An American has done some 'research' to demonstrate what he claims no one has yet acknowledged: that hoi polloi know better than the experts. Ancient Greeks knew that some 2,400 years ago.

In his dialogue Protagoras, Plato makes Socrates wonder how it can be that, when technical matters like shipbuilding are being discussed before the sovereign Assembly (all Athenian males over 18), the Assembly howls down anyone who is not an expert; but when state policy is being discussed, any Nikos, Stavros or Giorgios can stand up and have his say. Clearly, says Socrates, they don't believe that 'policy' (unlike ship-building) can be taught, otherwise they would demand that only experts in 'policy' would be allowed a say.

Plato does not, however, go on to conclude that the Assembly felt confident that, as long as they had heard all the arguments — on technical matters from the experts and on policy matters from anyone — they were in a position to make a better decision than any experts.
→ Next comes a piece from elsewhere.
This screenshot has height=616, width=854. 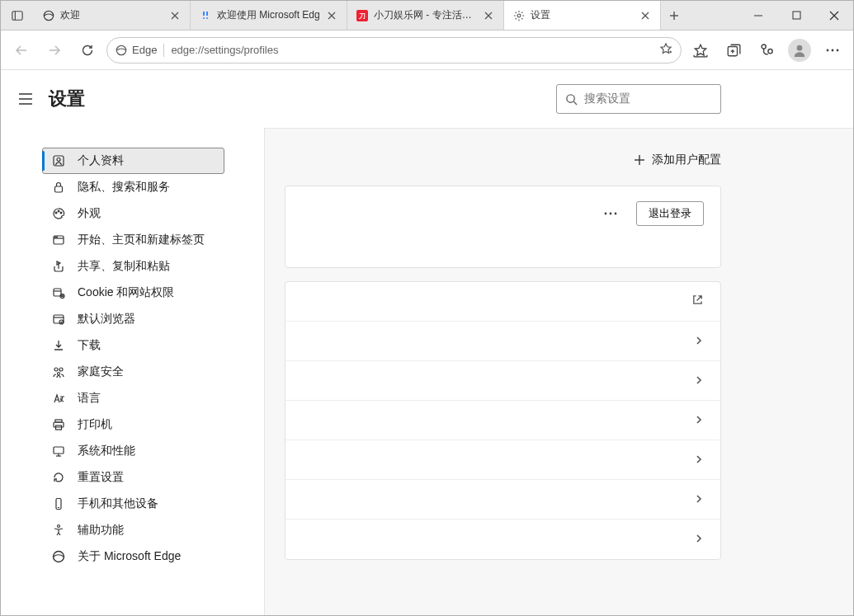 What do you see at coordinates (701, 50) in the screenshot?
I see `favorites-button` at bounding box center [701, 50].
But Aristotle does.

In his Politics, he argues that man is by nature a politikon zoon — literally, 'an animal that lives in a polls', the Greek city-state. We might translate it 'social animal'. The unique characteristic of polinica zoa, he says, is that 'they alone can distinguish between good and bad, justice and injustice and all the rest — and it is sharing a common view in these matters that makes a household and a state'. As a result, he reasons, democracy is (give or take one or two problems) the best form of constitution: 'It is possible that the many, of whom no one taken singly is a sound man, may yet, taken all together, be better than the few, rather as a feast to which all contribute is better than one supplied at one man's expense. For. even where there are many people, each has some share of virtue and practical wisdom; and when they are brought together . . . they become one in regard to character and intelligence. That is why the many are better judges of works of music and poetry: some judge some parts, some others, but their collective pronouncement is a verdict upon all the parts.' It will not be true in all cases, he says, because 'some men are hardly better than wild animals'. But in general it is.

This 'Ask the Audience' theory is not one to which poets, musicians or politicians would willingly accede. All the more reason to try it.